In at least three hospitals -- Elmhurst, New York Presbyterian and Lincoln
-- emergency-room workers sold the attorneys
confidential medical records of car-accident victims, evaluating the
sales potential of the information as doctors were evaluating the patients
for treatments, authorities said. Officials were clued in on the
scheme -- which ran for seven years -- by a hospital employee after patients
began complaining about calls at home from strangers who knew a lot about
their medical conditions, according to Manhattan District Attorney Robert
Morgenthau." (Tom Perrotta, "Personal Injury Lawyers Indicted for
Soliciting Scam", New York Law Journal, Feb.
27; Laura Italiano, "Lawyers Charged in Hosp. E.R. Scam", New York
Post,
Feb.
27). (DURABLE LINK)
March 4 -- "Edwards
doesn't tell whole story". In stump speeches since
the outset of his political career, Sen. John Edwards has invoked the case
of little Ethan Bedrick, a cerebral palsy victim, as emblematic of "the
kids and families I've fought for.'' One reporter was curious to
learn more about Bedrick's case, but Edwards's campaign press secretary
"told me if I wanted to know any details, I should 'look it up.'''
So she did. It turns out Edwards' firm obtained a settlement, often
described as being for $5 million, of a lawsuit charging that asphyxiation
during delivery caused Ethan's disability.

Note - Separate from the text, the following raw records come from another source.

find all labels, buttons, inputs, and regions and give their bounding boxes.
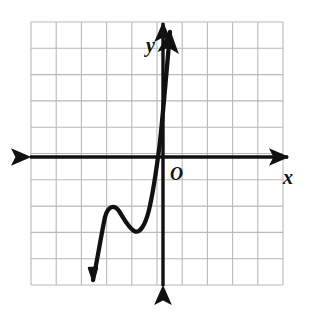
y-axis-label: y (144, 34, 155, 57)
graph-figure: y x O (0, 0, 313, 318)
origin-label: O (170, 164, 183, 184)
x-axis-label: x (282, 166, 293, 188)
coordinate-plane-svg: y x O (0, 0, 313, 318)
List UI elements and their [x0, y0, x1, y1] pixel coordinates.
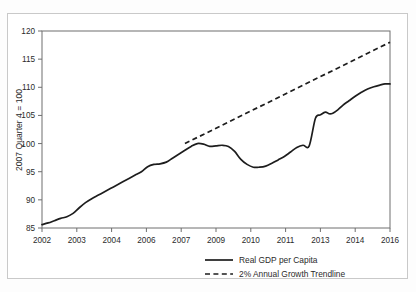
x-tick-label: 2011: [277, 236, 295, 245]
x-tick-label: 2002: [33, 236, 52, 245]
y-tick-label: 115: [22, 55, 35, 64]
y-tick-label: 120: [21, 27, 35, 36]
x-axis-tick-labels: 2002200320042006200720092010201120132014…: [33, 236, 400, 245]
x-tick-label: 2010: [242, 236, 261, 245]
x-tick-label: 2009: [207, 236, 226, 245]
y-axis-title: 2007 Quarter 4 = 100: [14, 89, 24, 171]
y-tick-label: 90: [26, 196, 36, 205]
legend-label-real-gdp: Real GDP per Capita: [239, 255, 318, 265]
x-tick-label: 2014: [346, 236, 365, 245]
plot-area-frame: [42, 31, 390, 228]
chart-legend: Real GDP per Capita 2% Annual Growth Tre…: [205, 255, 345, 279]
y-tick-label: 85: [26, 224, 36, 233]
y-axis-ticks: [38, 31, 42, 228]
gdp-line-chart: 859095100105110115120 200220032004200620…: [0, 0, 416, 292]
x-tick-label: 2003: [68, 236, 87, 245]
legend-label-trendline: 2% Annual Growth Trendline: [239, 269, 345, 279]
x-tick-label: 2016: [381, 236, 400, 245]
x-tick-label: 2006: [137, 236, 156, 245]
y-tick-label: 95: [26, 168, 36, 177]
figure-container: 859095100105110115120 200220032004200620…: [0, 0, 416, 292]
x-axis-ticks: [42, 228, 390, 232]
x-tick-label: 2004: [102, 236, 121, 245]
x-tick-label: 2013: [311, 236, 330, 245]
x-tick-label: 2007: [172, 236, 191, 245]
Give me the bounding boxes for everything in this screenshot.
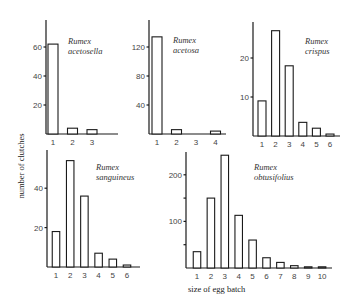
x-tick-label: 7 xyxy=(278,272,283,281)
panel-rumex-crispus: 1020123456Rumexcrispus xyxy=(240,22,340,149)
x-tick-label: 5 xyxy=(111,271,116,280)
y-tick-label: 20 xyxy=(33,101,42,110)
x-tick-label: 3 xyxy=(287,140,292,149)
x-tick-label: 2 xyxy=(273,140,278,149)
species-label: Rumexobtusifolius xyxy=(253,162,294,182)
y-axis-title: number of clutches xyxy=(16,133,26,198)
bar-4 xyxy=(95,253,103,267)
y-tick-label: 100 xyxy=(169,217,183,226)
y-tick-label: 20 xyxy=(34,224,43,233)
x-tick-label: 1 xyxy=(54,271,59,280)
x-tick-label: 5 xyxy=(250,272,255,281)
y-tick-label: 40 xyxy=(34,184,43,193)
x-tick-label: 4 xyxy=(301,140,306,149)
x-tick-label: 4 xyxy=(213,138,218,147)
x-tick-label: 1 xyxy=(260,140,265,149)
x-axis-title: size of egg batch xyxy=(188,284,246,294)
panels: 204060123Rumexacetosella40801201234Rumex… xyxy=(33,20,340,281)
bar-9 xyxy=(304,267,312,268)
x-tick-label: 5 xyxy=(314,140,319,149)
panel-rumex-sanguineus: 2040123456Rumexsanguineus xyxy=(34,150,140,280)
species-label: Rumexacetosella xyxy=(67,36,102,56)
x-tick-label: 8 xyxy=(292,272,297,281)
panel-rumex-obtusifolius: 10020012345678910Rumexobtusifolius xyxy=(169,152,332,281)
bar-2 xyxy=(272,31,280,136)
bar-8 xyxy=(291,266,299,268)
x-tick-label: 6 xyxy=(328,140,333,149)
x-tick-label: 10 xyxy=(318,272,327,281)
x-tick-label: 3 xyxy=(223,272,228,281)
bar-6 xyxy=(123,265,131,267)
bar-1 xyxy=(193,252,201,268)
x-tick-label: 4 xyxy=(96,271,101,280)
bar-1 xyxy=(52,232,60,267)
bar-4 xyxy=(211,131,221,134)
bar-5 xyxy=(249,240,257,268)
species-label: Rumexsanguineus xyxy=(95,162,135,182)
panel-rumex-acetosella: 204060123Rumexacetosella xyxy=(33,20,118,147)
x-tick-label: 3 xyxy=(90,138,95,147)
bar-7 xyxy=(277,262,285,268)
y-tick-label: 40 xyxy=(33,72,42,81)
bar-1 xyxy=(258,101,266,136)
y-tick-label: 60 xyxy=(33,43,42,52)
bar-2 xyxy=(207,198,215,268)
bar-1 xyxy=(48,44,58,134)
x-tick-label: 2 xyxy=(209,272,214,281)
bar-1 xyxy=(152,37,162,134)
x-tick-label: 2 xyxy=(68,271,73,280)
bar-4 xyxy=(235,215,243,268)
egg-batch-histogram-figure: 204060123Rumexacetosella40801201234Rumex… xyxy=(0,0,350,304)
bar-5 xyxy=(109,259,117,267)
x-tick-label: 4 xyxy=(236,272,241,281)
x-tick-label: 1 xyxy=(155,138,160,147)
x-tick-label: 3 xyxy=(194,138,199,147)
species-label: Rumexcrispus xyxy=(304,36,330,56)
y-tick-label: 80 xyxy=(136,72,145,81)
bar-3 xyxy=(221,155,229,268)
y-tick-label: 20 xyxy=(240,54,249,63)
x-tick-label: 6 xyxy=(125,271,130,280)
y-tick-label: 10 xyxy=(240,93,249,102)
bar-3 xyxy=(285,66,293,136)
bar-2 xyxy=(66,161,74,267)
y-tick-label: 200 xyxy=(169,171,183,180)
x-tick-label: 6 xyxy=(264,272,269,281)
x-tick-label: 1 xyxy=(51,138,56,147)
species-label: Rumexacetosa xyxy=(172,35,199,55)
x-tick-label: 2 xyxy=(174,138,179,147)
y-tick-label: 120 xyxy=(132,43,146,52)
panel-rumex-acetosa: 40801201234Rumexacetosa xyxy=(132,20,226,147)
bar-2 xyxy=(172,130,182,134)
bar-6 xyxy=(326,134,334,136)
bar-3 xyxy=(87,130,97,134)
y-tick-label: 40 xyxy=(136,101,145,110)
x-tick-label: 2 xyxy=(70,138,75,147)
x-tick-label: 1 xyxy=(195,272,200,281)
bar-4 xyxy=(299,122,307,136)
bar-2 xyxy=(68,128,78,134)
x-tick-label: 3 xyxy=(82,271,87,280)
bar-6 xyxy=(263,258,271,268)
bar-3 xyxy=(81,196,89,267)
x-tick-label: 9 xyxy=(306,272,311,281)
bar-10 xyxy=(318,267,326,268)
bar-5 xyxy=(312,128,320,136)
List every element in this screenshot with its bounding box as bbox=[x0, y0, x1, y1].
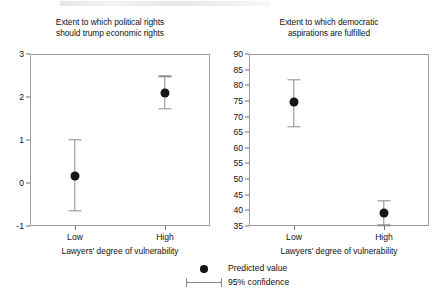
ytick-label-right-75: 75 bbox=[219, 97, 243, 106]
figure-panel-pair: Extent to which political rights should … bbox=[0, 0, 438, 300]
ytick-mark-left--1 bbox=[26, 226, 30, 227]
plot-area-left bbox=[30, 54, 210, 226]
ytick-label-left-0: 0 bbox=[0, 179, 24, 188]
ytick-label-right-65: 65 bbox=[219, 128, 243, 137]
ytick-mark-right-80 bbox=[245, 85, 249, 86]
ytick-label-left-2: 2 bbox=[0, 93, 24, 102]
legend-label-confidence: 95% confidence bbox=[228, 276, 289, 289]
chart-title-left: Extent to which political rights should … bbox=[14, 17, 206, 39]
xaxis-title-left: Lawyers' degree of vulnerability bbox=[61, 247, 178, 255]
ytick-mark-right-75 bbox=[245, 100, 249, 101]
error-bar-cap-lower-left-low bbox=[69, 210, 82, 211]
xtick-mark-right-high bbox=[384, 226, 385, 230]
xaxis-title-right: Lawyers' degree of vulnerability bbox=[280, 247, 397, 255]
chart-legend: Predicted value 95% confidence bbox=[176, 262, 356, 294]
plot-area-right bbox=[249, 54, 429, 226]
ytick-mark-left-2 bbox=[26, 97, 30, 98]
error-bar-cap-upper-left-high bbox=[159, 76, 172, 77]
ytick-label-left-3: 3 bbox=[0, 50, 24, 59]
confidence-interval-cap-left-icon bbox=[186, 278, 187, 287]
ytick-mark-right-55 bbox=[245, 163, 249, 164]
ytick-mark-right-50 bbox=[245, 179, 249, 180]
xtick-mark-left-high bbox=[165, 226, 166, 230]
xtick-label-right-high: High bbox=[375, 233, 393, 242]
ytick-mark-right-90 bbox=[245, 54, 249, 55]
chart-title-right-line2: aspirations are fulfilled bbox=[233, 28, 425, 39]
confidence-interval-line-icon bbox=[186, 282, 222, 283]
error-bar-cap-lower-right-high bbox=[378, 225, 391, 226]
ytick-label-left-1: 1 bbox=[0, 136, 24, 145]
xtick-label-left-low: Low bbox=[67, 233, 83, 242]
ytick-label-right-85: 85 bbox=[219, 65, 243, 74]
chart-title-right-line1: Extent to which democratic bbox=[233, 17, 425, 28]
predicted-value-dot-icon bbox=[200, 265, 208, 273]
ytick-mark-right-70 bbox=[245, 116, 249, 117]
ytick-label-right-50: 50 bbox=[219, 175, 243, 184]
ytick-mark-right-35 bbox=[245, 226, 249, 227]
chart-panel-democratic-aspirations: Extent to which democratic aspirations a… bbox=[219, 14, 438, 250]
ytick-mark-left-0 bbox=[26, 183, 30, 184]
ytick-label-right-70: 70 bbox=[219, 112, 243, 121]
data-point-right-low bbox=[290, 97, 299, 106]
xtick-mark-left-low bbox=[75, 226, 76, 230]
chart-title-left-line1: Extent to which political rights bbox=[14, 17, 206, 28]
chart-panel-political-rights: Extent to which political rights should … bbox=[0, 14, 219, 250]
ytick-label-right-45: 45 bbox=[219, 190, 243, 199]
ytick-mark-right-45 bbox=[245, 194, 249, 195]
confidence-interval-cap-right-icon bbox=[221, 278, 222, 287]
chart-title-right: Extent to which democratic aspirations a… bbox=[233, 17, 425, 39]
error-bar-cap-upper-left-low bbox=[69, 139, 82, 140]
chart-title-left-line2: should trump economic rights bbox=[14, 28, 206, 39]
error-bar-cap-upper-right-high bbox=[378, 200, 391, 201]
ytick-mark-right-40 bbox=[245, 210, 249, 211]
page-header-remnant bbox=[60, 1, 270, 6]
error-bar-cap-lower-right-low bbox=[288, 126, 301, 127]
xtick-mark-right-low bbox=[294, 226, 295, 230]
ytick-label-right-80: 80 bbox=[219, 81, 243, 90]
ytick-label-right-60: 60 bbox=[219, 144, 243, 153]
xtick-label-right-low: Low bbox=[286, 233, 302, 242]
legend-label-predicted-value: Predicted value bbox=[228, 262, 287, 275]
error-bar-cap-lower-left-high bbox=[159, 108, 172, 109]
ytick-label-right-35: 35 bbox=[219, 222, 243, 231]
ytick-mark-right-60 bbox=[245, 147, 249, 148]
ytick-label-right-40: 40 bbox=[219, 206, 243, 215]
ytick-mark-right-65 bbox=[245, 132, 249, 133]
ytick-mark-left-3 bbox=[26, 54, 30, 55]
ytick-label-left--1: -1 bbox=[0, 222, 24, 231]
error-bar-cap-upper-right-low bbox=[288, 79, 301, 80]
ytick-mark-left-1 bbox=[26, 140, 30, 141]
ytick-label-right-90: 90 bbox=[219, 50, 243, 59]
xtick-label-left-high: High bbox=[156, 233, 174, 242]
ytick-mark-right-85 bbox=[245, 69, 249, 70]
ytick-label-right-55: 55 bbox=[219, 159, 243, 168]
data-point-right-high bbox=[380, 208, 389, 217]
data-point-left-low bbox=[71, 171, 80, 180]
data-point-left-high bbox=[161, 88, 170, 97]
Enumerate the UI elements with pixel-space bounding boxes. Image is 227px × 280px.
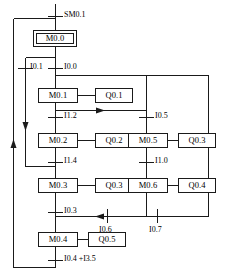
transition-label-i10: I1.0 <box>155 157 168 165</box>
action-box-q05[interactable]: Q0.5 <box>88 232 126 247</box>
step-box-m02[interactable]: M0.2 <box>38 133 78 148</box>
transition-label-i01: I0.1 <box>30 63 43 71</box>
transition-label-sm01: SM0.1 <box>64 11 86 19</box>
arrow-left-convergence <box>95 214 104 220</box>
step-box-m05[interactable]: M0.5 <box>128 133 168 148</box>
step-box-m06[interactable]: M0.6 <box>128 178 168 193</box>
transition-label-i07: I0.7 <box>149 226 162 234</box>
transition-label-i00: I0.0 <box>64 63 77 71</box>
arrow-down-inner-loop <box>23 122 29 131</box>
action-box-q04[interactable]: Q0.4 <box>178 178 216 193</box>
step-label-m00: M0.0 <box>36 33 74 44</box>
action-box-q01[interactable]: Q0.1 <box>95 88 133 103</box>
transition-label-i03: I0.3 <box>64 207 77 215</box>
sfc-diagram-canvas: M0.0 M0.1 Q0.1 M0.2 Q0.2 M0.3 Q0.3 M0.4 … <box>0 0 227 280</box>
step-box-m03[interactable]: M0.3 <box>38 178 78 193</box>
transition-label-i04-i35: I0.4 +I3.5 <box>64 255 96 263</box>
transition-label-i12: I1.2 <box>64 112 77 120</box>
step-box-m04[interactable]: M0.4 <box>38 232 78 247</box>
action-box-q03-right[interactable]: Q0.3 <box>178 133 216 148</box>
transition-label-i06: I0.6 <box>99 226 112 234</box>
transition-label-i05: I0.5 <box>155 112 168 120</box>
arrow-right-crosslink <box>96 108 105 114</box>
flow-arrows <box>11 108 212 220</box>
arrow-up-outer-loop <box>11 139 17 148</box>
transition-label-i14: I1.4 <box>64 157 77 165</box>
step-box-m00[interactable]: M0.0 <box>33 30 77 47</box>
step-box-m01[interactable]: M0.1 <box>38 88 78 103</box>
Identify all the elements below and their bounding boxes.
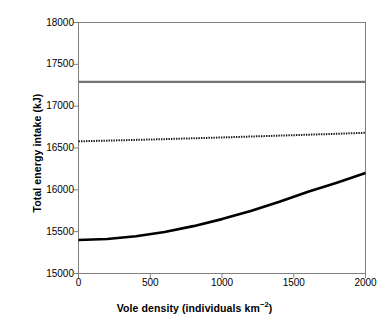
x-tick-label: 2000 <box>336 278 389 288</box>
x-axis-label-main: Vole density (individuals km <box>117 302 260 314</box>
y-tick-label: 17500 <box>14 59 74 69</box>
x-tick-label: 1000 <box>192 278 252 288</box>
axes-frame <box>79 23 366 274</box>
x-axis-label: Vole density (individuals km−2) <box>0 300 389 314</box>
y-tick-label: 18000 <box>14 18 74 28</box>
chart-figure: 15000155001600016500170001750018000 0500… <box>0 0 389 326</box>
x-tick-label: 0 <box>49 278 109 288</box>
series-middle-dotted-line <box>79 133 366 142</box>
x-axis-label-superscript: −2 <box>260 300 269 309</box>
data-series <box>79 82 366 240</box>
y-tick-label: 15500 <box>14 227 74 237</box>
y-tick-label: 15000 <box>14 269 74 279</box>
x-tick-label: 1500 <box>264 278 324 288</box>
y-tick-label: 16000 <box>14 185 74 195</box>
y-axis-label: Total energy intake (kJ) <box>31 53 43 253</box>
axis-ticks <box>74 23 366 279</box>
x-axis-label-tail: ) <box>269 302 273 314</box>
series-lower-rising-curve <box>79 173 366 240</box>
y-tick-label: 16500 <box>14 143 74 153</box>
x-tick-label: 500 <box>120 278 180 288</box>
y-tick-label: 17000 <box>14 101 74 111</box>
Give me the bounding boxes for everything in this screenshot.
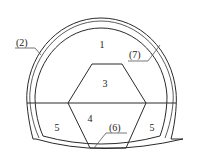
core-hexagon: [68, 64, 146, 148]
region-3-label: 3: [103, 78, 108, 89]
callout-7-label: (7): [129, 49, 141, 61]
region-5-right-label: 5: [150, 122, 155, 133]
tunnel-diagram: 1 3 4 5 5 (2) (7) (6): [0, 0, 200, 164]
region-4-label: 4: [88, 113, 93, 124]
region-5-left-label: 5: [55, 122, 60, 133]
callout-2-label: (2): [16, 37, 28, 49]
invert-upper-line: [43, 136, 160, 144]
callout-2-leader: [15, 48, 41, 55]
callout-6-label: (6): [109, 122, 121, 134]
callout-6-leader: [94, 133, 127, 148]
region-1-label: 1: [100, 39, 105, 50]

Edwards's speech picks
up the story only later, when Ethan's family battled a health insurer to
obtain needed therapy (Lynn Sweet, Chicago Sun-Times, Feb. 27) (&
see letter to the editor, Mar.
31). (DURABLE LINK)
March 3 -- By reader
acclaim: "Man who threw dog into traffic sues dog's former owner".
"A man who threw a dog to its death in a fit of road rage is suing the
dog's former owner and a newspaper, alleging mental anguish and seeking
more than $1 million in damages. ... [Andrew] Burnett was sentenced in
July 2001 to three years in jail in the death of Leo, a bichon frise whose
owner tapped Burnett's bumper in rainy-day traffic in February 2000 near
the San Jose Airport. Burnett threw the little dog into traffic before
driving off." (AP/San Francisco Chronicle, Feb.
28; Dan Reed, "Leo the dog's killer claims mental anguish in suit",
San Jose Mercury News, Feb.
28). (DURABLE LINK)
March 3 -- Update:
Lockyer sues complaint mill. Following a continuing furor
in California (see Jan. 15-16) about entrepreneurial
lawyers' practice of filing assembly-line complaints against thousands
of small businesses, which then are informed that they must pay thousands
of dollars to get the charges dropped, state Attorney General Bill Lockyer
has announced that he is suing the most-publicized such law firm, Trevor
Law Group, under the same unfair-business-practices law that it employs
in its complaints. "Trevor Law Group operates a shakedown operation
designed to extract attorneys' fees from law-abiding small businesses,"
Lockyer said. "They've abused one of the state's most important consumer
protection statutes and dishonored attorneys who practice law in the public
interest. There's some delicious irony in turning the weapon around and
using it on them." (Monte Morin, "State Accuses Law Firm of Extortion",
Los Angeles Times, Feb.
27; Dan Walters, "In ironic twist, law firm finds itself on other end
of suit", Sacramento Bee, Mar.
3). See also Jessica V. Brice, "Wave of lawsuits threatens 70-year-old
consumer law", AP/Sacramento Bee, Jan.